Some Brits think Archer’s a bigger dick than Cressida, accusing him of collaborat­ing. But he argues that the Germans will be gone one day and we’ll get back to how we were.

“If we let things fall apart now it’s going to be difficult…The law is all we have and quite frankly, I’m it.”

The law isn’t all we have, though. There’s the Resistance too – the great detective hadn’t sussed his girlfriend Sylvia and Harry, his sergeant, are part of it. There is talk of plucky freedom- fighter John Spode taking out a Panzer tank with a tyre iron (also off-camera.)

To date we’ve had laid-back performanc­es, muted dialogue, murky scenes, and a plodding pace that grips like a bald tyre on an ice rink.

Things could pick up though. Onearmed John is stalking Archer’s son.

And there’s babealicio­us Barbara Barga.
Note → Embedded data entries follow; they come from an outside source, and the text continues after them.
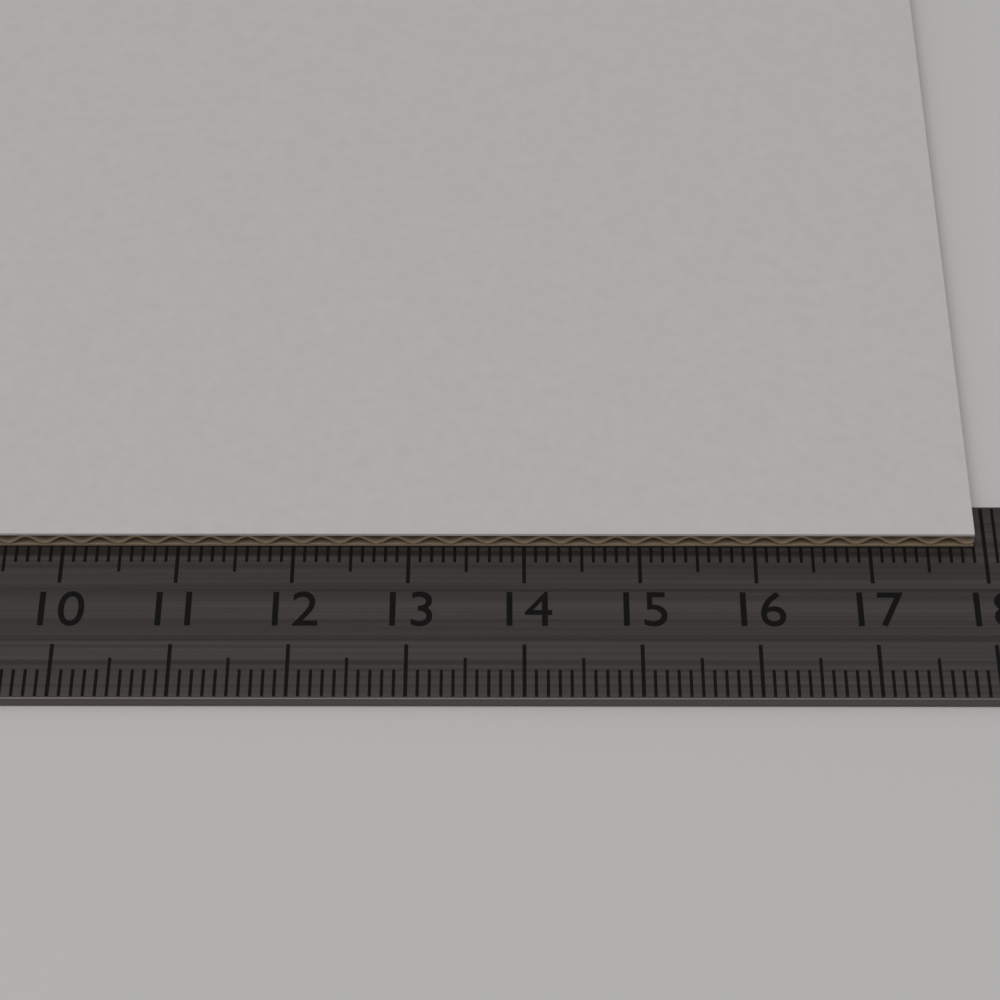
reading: 17.9 cm
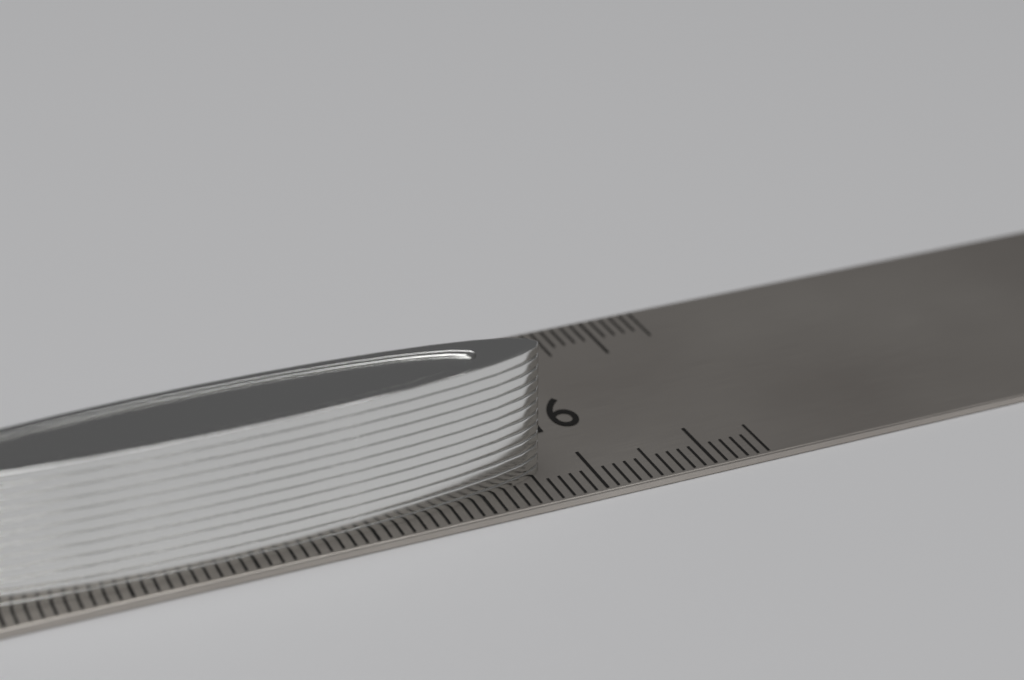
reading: 15.6 cm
The classy, blonde New York Times reporter talks like she’s in a 1940s movie, is clearly more than she seems and could easily inspire less mumbling and more fumbling.

The promise of passion, intrigue, armed struggle and danger keeps the show watchable…for now.

SS-GB mysteries: Why haven’t the Nazis brought back Edward VIII? Where’s Sir Oswald Mosley?

Why did a 1941 London air raid shelter sign show distances in metres?

And, most puzzling of all, how did Archer know about Big Bill Broonzy’s 1940 blues classic Key To The Highway, let alone get hold of a copy?

HOW a Nazi victory would have changed our culture: Top soap – Coronation Strasse; Top sitcom – Birds of a Fuhrer; Top pop show – The Old Horst Wessel Test; Top band – SS Club 7.